2008
By Their Fruits
August 2008


“By Their Fruits,” Ensign, Aug. 2008, 32–33

By Their Fruits

I wanted so much to know what God was really like and to find His church.

I began searching for God’s church when I was a child. Mother and I lived with my grandparents, Mama and Papa, in the deep South. My parents had separated when I was very young, and my mother contracted polio when I was three. She could no longer walk and was in and out of hospitals throughout my childhood. Mama, my grandmother, became a mother to me.

Although my grandparents took me to the church they attended each Sunday, prayer was not a part of our home. The only time a family member prayed aloud was at Thanksgiving dinner, when one of my uncles asked a blessing on the food. Because I had not been taught that a loving Father in Heaven can hear even a child’s prayer, many nights I gazed out my bedroom window waiting for the first star of the night so I could wish on it that my mother would be able to walk again.

Our church was a small white frame building located on a narrow dirt road that ran for miles through farmland. Mama and Papa discussed how high the cotton had grown since the previous week as we crept along on our way to church. In the winter the church was kept warm with propane-fueled stoves, and in the summer we kept cool with cardboard fans that had pictures of Jesus or angels on them.

When I was nine, my father took me to live with him. We rarely went to church, but my dad had studied to become a minister earlier in his life and had shelves of religious materials. One summer when I was 14, instead of going to my grandparents’ house as I usually did, I stayed at Dad’s and read every piece of religious literature he had. Throughout my teenage years, I attended revivals and other religious services. I wanted so much to know what God was really like and find His church. I continued to read my Bible and began to pay tithing on the money I earned from babysitting.

One night I was reading some church literature my dad had received in the mail, and I came across an invitation to pray. Even though I had often attended church services, I had never prayed. I decided I would do it. As I knelt in my room, I felt a strong feeling not to join that church. I had never had a feeling like that before, and it frightened me. I jumped up from my knees and decided to abandon my search for God’s true church.

Recognizing an Inward Glow

After I was married and had two small children, I worked as a secretary for a man who spoke the truth and was courteous and happy. He seemed to have an inward glow that was quite visible to me. He told me that he attended The Church of Jesus Christ of Latter-day Saints. Since I desired to take our children to a church that would offer them something substantial, I asked him to tell me about his religion.

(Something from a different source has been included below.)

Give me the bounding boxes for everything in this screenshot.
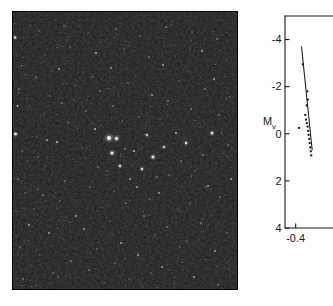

A few days later, he invited my husband and me to his house to meet his family. At the end of the evening, he called his family together for prayer and asked if my husband and I would join them. Because of my negative experience with prayer many years before, I was reluctant. Imagine my astonishment when my boss called on his four-year-old daughter to say the prayer! Years earlier I had decided that prayer was only for clergymen, but this little girl’s sweet communication with God showed me that wasn’t true.

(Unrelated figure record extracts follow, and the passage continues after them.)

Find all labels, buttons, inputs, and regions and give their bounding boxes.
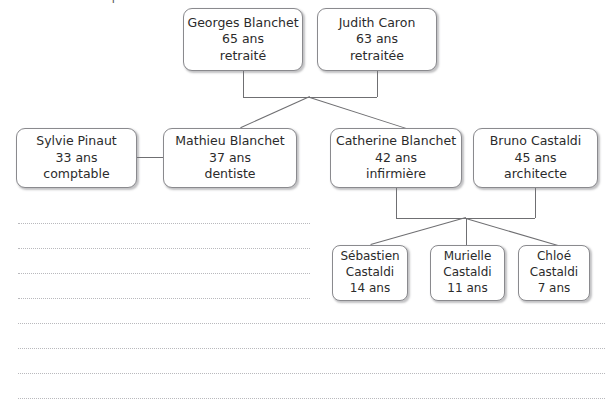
person-name-line1: Murielle: [444, 249, 492, 265]
ruled-line: [18, 248, 310, 249]
person-box-sylvie-pinaut[interactable]: Sylvie Pinaut33 anscomptable: [16, 128, 137, 188]
connector-to-mathieu: [240, 96, 310, 128]
person-age: 63 ans: [356, 31, 398, 48]
person-age: 42 ans: [375, 150, 417, 167]
person-name: Catherine Blanchet: [336, 133, 456, 150]
connector-judith-drop: [377, 71, 378, 97]
person-occupation: infirmière: [366, 166, 426, 183]
person-age: 37 ans: [209, 150, 251, 167]
person-box-judith-caron[interactable]: Judith Caron63 ansretraitée: [317, 8, 437, 71]
person-occupation: comptable: [43, 166, 109, 183]
ruled-line: [18, 223, 310, 224]
ruled-line: [18, 373, 605, 374]
connector-bruno-drop: [535, 188, 536, 218]
person-box-catherine-blanchet[interactable]: Catherine Blanchet42 ansinfirmière: [330, 128, 462, 188]
connector-georges-drop: [243, 71, 244, 97]
person-box-sebastien-castaldi[interactable]: SébastienCastaldi14 ans: [332, 245, 408, 301]
person-name-line1: Chloé: [537, 249, 571, 265]
person-name-line2: Castaldi: [443, 265, 491, 281]
family-tree-worksheet: famille dans un petit tableau Georges Bl…: [0, 0, 615, 405]
person-age: 65 ans: [222, 31, 264, 48]
person-box-murielle-castaldi[interactable]: MurielleCastaldi11 ans: [430, 245, 505, 301]
person-age: 7 ans: [538, 281, 571, 297]
person-name-line2: Castaldi: [530, 265, 578, 281]
person-name-line1: Sébastien: [340, 249, 399, 265]
person-age: 45 ans: [515, 150, 557, 167]
connector-catherine-drop: [396, 188, 397, 218]
ruled-line: [18, 323, 605, 324]
person-occupation: architecte: [504, 166, 567, 183]
person-name: Mathieu Blanchet: [175, 133, 284, 150]
connector-to-murielle: [466, 218, 467, 245]
connector-to-chloe: [466, 218, 558, 246]
person-age: 14 ans: [350, 281, 390, 297]
person-box-chloe-castaldi[interactable]: ChloéCastaldi7 ans: [518, 245, 590, 301]
person-age: 11 ans: [447, 281, 487, 297]
person-name: Bruno Castaldi: [490, 133, 582, 150]
connector-marriage-sylvie-mathieu: [137, 157, 163, 158]
person-age: 33 ans: [56, 150, 98, 167]
person-name: Judith Caron: [339, 15, 416, 32]
clipped-header-text: famille dans un petit tableau: [18, 0, 187, 3]
connector-to-catherine: [310, 97, 407, 129]
person-occupation: retraité: [220, 48, 266, 65]
person-occupation: retraitée: [350, 48, 404, 65]
ruled-line: [18, 298, 310, 299]
person-name: Sylvie Pinaut: [36, 133, 116, 150]
ruled-line: [18, 348, 605, 349]
ruled-line: [18, 273, 310, 274]
person-name: Georges Blanchet: [187, 15, 298, 32]
person-box-mathieu-blanchet[interactable]: Mathieu Blanchet37 ansdentiste: [163, 128, 297, 188]
ruled-line: [18, 398, 605, 399]
person-name-line2: Castaldi: [346, 265, 394, 281]
connector-to-sebastien: [370, 217, 466, 245]
person-box-bruno-castaldi[interactable]: Bruno Castaldi45 ansarchitecte: [473, 128, 598, 188]
person-occupation: dentiste: [204, 166, 255, 183]
person-box-georges-blanchet[interactable]: Georges Blanchet65 ansretraité: [183, 8, 303, 71]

I began taking the missionary discussions in this family’s home. One night the missionaries showed me a filmstrip. Just a couple of minutes into the film, I heard a voice say, “Ye shall know them by their fruits.” The voice was so clear that it startled me. I looked around the room to see who had spoken. Everyone was watching the film; evidently no one had spoken. Then I heard again, “Ye shall know them by their fruits.” I looked at each person in the room and tried with all my might to find something wrong with them. But I could find no “bad fruit” among them. I didn’t mention this experience to anyone that night but reflected upon it frequently in the days that followed. Could this church be what I had been searching for all these years?

Finding the Truth

Soon the missionaries asked me to be baptized, and I knew with all my heart that it was the right thing to do. Though we were living several hundred miles from Mama, I couldn’t wait to tell her what I had found. When we were finally able to make the trip, I joyfully told her that I had found God’s true church. I thought she would be happy and want to know more. But she wouldn’t speak to me or even look at me. Though I continued to love her, things were never quite the same between us.

Thirty-three years have passed since my baptism day. Father in Heaven has loved me sweetly, sustained me through trials, and given me many reasons to rejoice. “Ye shall know them by their fruits,” the Holy Ghost told me that day. I have seen the fruits of living the gospel in my life. Temple sealings have blessed our family. I thank my Father in Heaven as I watch my nine grandchildren give talks in Primary and hear them pray in our family. I truly found a church that had something substantial to offer the little ones.

The gospel continues to bless our lives. We have performed temple ordinances for thousands of our ancestors. We have a daughter who has served a mission, teaching others who were searching for the truth as I searched many years ago. My reasons to rejoice keep multiplying!

Illustration by Gregg Thorkelson; family photographs courtesy of the author

Sister Davis’s photos showing her with her husband (above) and with her mother (right), her missionary daughter (right center), her daughter’s family (far right), and her extended family (upper right).